‘You didn’t. And anyway, it was probably an odd call to take.’
She paid no attention to his answer, saying instead, ‘My parents are away on vacation. I just came up for a couple of weeks while they’re away. There are people here during the day but they like to know someone’s actually staying here.’ Alex nodded, not sure where this was going. He looked at the blazing fire and the neat stack of chopped logs, the look of the place in general speaking of those people who were around during the day. ‘I’ve got a place in the City, so you see, I wouldn’t usually have been here to take your call.’
‘Oh, right,’ said Alex, pretending that he understood now. She frowned a little, perplexed, and he realized she was still struggling toward the point she was trying to make.
‘I come home all the time but being here alone makes you take stock of life, your childhood, things like that.
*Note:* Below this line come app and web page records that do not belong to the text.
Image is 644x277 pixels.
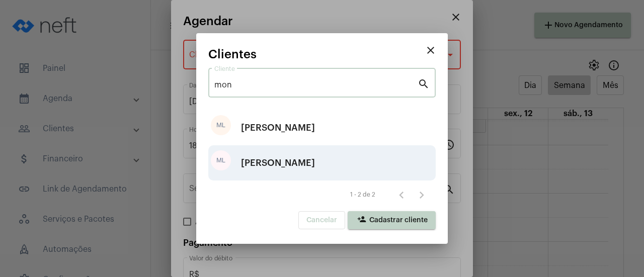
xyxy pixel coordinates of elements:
[412,185,432,205] button: Próxima página
[211,115,231,135] div: ML
[214,80,418,90] input: Pesquisar cliente
[392,185,412,205] button: Página anterior
[208,48,256,61] span: Clientes
[350,192,376,198] div: 1 - 2 de 2
[425,44,437,56] mat-icon: close
[298,211,345,230] button: Cancelar
[307,217,337,224] span: Cancelar
[211,151,231,171] div: ML
[356,215,368,227] mat-icon: person_add
[356,217,428,224] span: Cadastrar cliente
[418,77,430,90] mat-icon: search
[241,112,315,143] div: [PERSON_NAME]
[241,148,315,178] div: [PERSON_NAME]
[348,211,436,230] button: Cadastrar cliente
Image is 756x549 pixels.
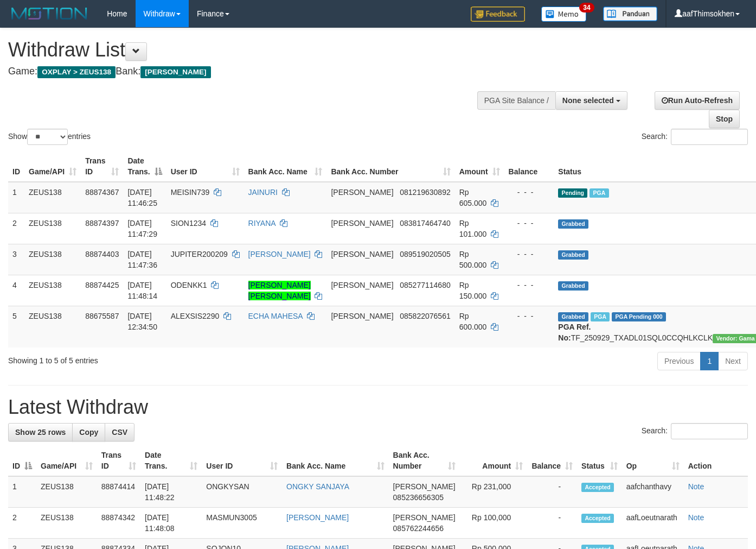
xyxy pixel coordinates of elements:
[326,151,455,182] th: Bank Acc. Number: activate to sort column ascending
[24,305,81,347] td: ZEUS138
[8,5,91,22] img: MOTION_logo.png
[85,312,119,320] span: 88675587
[8,351,307,366] div: Showing 1 to 5 of 5 entries
[558,323,591,342] b: PGA Ref. No:
[400,219,450,227] span: Copy 083817464740 to clipboard
[167,151,244,182] th: User ID: activate to sort column ascending
[331,312,393,320] span: [PERSON_NAME]
[24,182,81,213] td: ZEUS138
[24,151,81,182] th: Game/API: activate to sort column ascending
[527,476,577,507] td: -
[8,244,24,275] td: 3
[459,250,487,269] span: Rp 500.000
[15,428,66,436] span: Show 25 rows
[128,188,157,208] span: [DATE] 11:46:25
[8,275,24,305] td: 4
[171,250,228,258] span: JUPITER200209
[282,445,389,476] th: Bank Acc. Name: activate to sort column ascending
[558,312,589,321] span: Grabbed
[36,476,97,507] td: ZEUS138
[577,445,622,476] th: Status: activate to sort column ascending
[459,188,487,208] span: Rp 605.000
[400,250,450,258] span: Copy 089519020505 to clipboard
[393,524,444,533] span: Copy 085762244656 to clipboard
[171,280,207,289] span: ODENKK1
[558,188,587,197] span: Pending
[581,514,614,522] span: Accepted
[460,445,527,476] th: Amount: activate to sort column ascending
[684,445,748,476] th: Action
[24,275,81,305] td: ZEUS138
[688,513,704,522] a: Note
[460,507,527,538] td: Rp 100,000
[400,188,450,197] span: Copy 081219630892 to clipboard
[558,281,589,291] span: Grabbed
[128,219,157,238] span: [DATE] 11:47:29
[24,213,81,244] td: ZEUS138
[331,280,393,289] span: [PERSON_NAME]
[8,396,748,418] h1: Latest Withdraw
[563,96,614,105] span: None selected
[459,219,487,238] span: Rp 101.000
[8,476,36,507] td: 1
[622,445,684,476] th: Op: activate to sort column ascending
[400,280,450,289] span: Copy 085277114680 to clipboard
[38,67,116,78] span: OXPLAY > ZEUS138
[527,445,577,476] th: Balance: activate to sort column ascending
[36,507,97,538] td: ZEUS138
[688,482,704,490] a: Note
[8,39,493,61] h1: Withdraw List
[504,151,554,182] th: Balance
[603,6,657,21] img: panduan.png
[202,476,282,507] td: ONGKYSAN
[393,482,455,490] span: [PERSON_NAME]
[8,445,36,476] th: ID: activate to sort column descending
[123,151,166,182] th: Date Trans.: activate to sort column descending
[85,280,119,289] span: 88874425
[556,91,628,110] button: None selected
[8,67,493,77] h4: Game: Bank:
[85,188,119,197] span: 88874367
[622,476,684,507] td: aafchanthavy
[581,482,614,492] span: Accepted
[112,428,128,436] span: CSV
[709,110,740,128] a: Stop
[8,182,24,213] td: 1
[248,280,311,300] a: [PERSON_NAME] [PERSON_NAME]
[8,305,24,347] td: 5
[389,445,460,476] th: Bank Acc. Number: activate to sort column ascending
[642,128,748,145] label: Search:
[589,188,608,197] span: Marked by aafanarl
[460,476,527,507] td: Rp 231,000
[128,250,157,269] span: [DATE] 11:47:36
[244,151,327,182] th: Bank Acc. Name: activate to sort column ascending
[612,312,666,321] span: PGA Pending
[509,186,550,197] div: - - -
[671,128,748,145] input: Search:
[558,219,589,229] span: Grabbed
[140,445,202,476] th: Date Trans.: activate to sort column ascending
[8,128,91,145] label: Show entries
[97,476,140,507] td: 88874414
[718,352,748,370] a: Next
[171,312,220,320] span: ALEXSIS2290
[140,507,202,538] td: [DATE] 11:48:08
[140,476,202,507] td: [DATE] 11:48:22
[657,352,700,370] a: Previous
[558,250,589,259] span: Grabbed
[248,312,303,320] a: ECHA MAHESA
[24,244,81,275] td: ZEUS138
[81,151,123,182] th: Trans ID: activate to sort column ascending
[72,423,105,441] a: Copy
[700,352,718,370] a: 1
[470,6,525,22] img: Feedback.jpg
[248,250,311,258] a: [PERSON_NAME]
[202,445,282,476] th: User ID: activate to sort column ascending
[36,445,97,476] th: Game/API: activate to sort column ascending
[642,423,748,439] label: Search:
[622,507,684,538] td: aafLoeutnarath
[286,482,349,490] a: ONGKY SANJAYA
[248,219,275,227] a: RIYANA
[459,312,487,331] span: Rp 600.000
[286,513,349,522] a: [PERSON_NAME]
And then you called.’ She looked at him and he smiled a little, showing now that he didn’t quite understand what she was getting at. She nodded as if accepting that she needed to get to the point and said, ‘I wish you could have found out another way. Matt’s dead. He killed himself.’
Alex could still feel that slight baffled smile stuck to his face, the remnant of the final thought before his brain had frozen. He looked at her; she was waiting for a response. He tried to think but it was as if the words existed in some other reality, as if they’d just been spoken on a daytime soap or in a film.
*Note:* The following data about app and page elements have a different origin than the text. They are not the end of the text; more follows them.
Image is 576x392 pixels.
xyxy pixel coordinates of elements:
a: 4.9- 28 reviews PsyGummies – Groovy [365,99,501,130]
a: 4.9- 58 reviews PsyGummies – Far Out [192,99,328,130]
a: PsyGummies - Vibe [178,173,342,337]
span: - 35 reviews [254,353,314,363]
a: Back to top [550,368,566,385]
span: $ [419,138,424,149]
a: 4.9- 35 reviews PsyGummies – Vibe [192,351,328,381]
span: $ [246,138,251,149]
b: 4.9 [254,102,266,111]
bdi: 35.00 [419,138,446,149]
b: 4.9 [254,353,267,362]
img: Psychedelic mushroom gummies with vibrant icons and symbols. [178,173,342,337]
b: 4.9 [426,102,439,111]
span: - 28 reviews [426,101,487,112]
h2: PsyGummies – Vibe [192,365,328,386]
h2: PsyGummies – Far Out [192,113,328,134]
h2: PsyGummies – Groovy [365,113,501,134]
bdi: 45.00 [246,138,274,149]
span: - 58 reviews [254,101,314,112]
Then the dam burst and overwhelmed him with stray thoughts, questions, panic, confusion. Matt was dead. He’d killed himself. So maybe he wasn’t behind this, but if it wasn’t him who else could it be? Should he tell her that Matt might not have killed himself but been murdered? Matt was dead. Dead. She didn’t seem too upset, and her parents were on vacation when their son had just killed himself.
‘Your parents went on vacation?’
‘Yes.’ She couldn’t see the point of the question but thought it over for a second or two and said, ‘Oh, I’m sorry, I should have said. This wasn’t recent. It was seven years ago. He connected a tube to the tailpipe of his car. In the garage. The gardener found him.’ Alex thought of him sitting in his car, losing consciousness, the mind-numbing irony of him choosing that way out.
‘Seven years ago?’
She nodded.
The barrage of questions was still going on in the back of his head, speculating on what it meant now that Matt was out of the picture. It was overshadowed though, by the realization that someone he’d once thought of as one of his closest friends had sunk into a suicidal despair and killed himself within three years of their last meeting. And the worst of it was that none of them had even known.
‘I can’t believe it,’ he said. ‘Not Matt; it wasn’t his style.’ He couldn’t believe either, that he wouldn’t have the chance now to tell Matt the things he’d wanted to tell him about the night they’d hit Emily Barratt. It was all too late. Everything was always too late. The time he’d needed to speak to Matt was seven years ago, the thought taking shape that they’d let him down. ‘We should have been there for him.’
She took a sip of her whisky and produced a heavy sigh. She was irritated perhaps, and had the right to be. Here he was, one of her brother’s best friends from college, expressing regret and remorse seven years after the fact. It wouldn’t help her either, to know that what he really felt was shame for not having been there, and shame too for having even considered Matt a murderer.
She sat back and rested her elbow on the arm of the sofa, playing with her hair as she said, ‘I have to be honest Alex, I was pretty angry for a few years about that, angry with all of you. He was a different person when he came back from England - sad, withdrawn. Mom and Dad tried plenty of times to find out what it was that was bringing him down but he’d just closed himself off. And I often wondered why he never heard from any of you. I even asked him once and he told me you were probably all busy getting established and it was only natural. Of course, I didn’t think it was natural at all, to have friends who never wrote or called.’
‘You’re right, it isn’t natural, but if it’s any consolation, it wasn’t just Matt. None of us spoke to each other, and until recently we still hadn’t, not for the best part of ten years.’
She looked at him, clear from her eyes that she found no consolation in that fact, and said, ‘Maybe so. But I only saw it from Matt’s point of view, the fact that when he needed his friends they weren’t there. And maybe the rest of you didn’t need that friendship but Matt did.’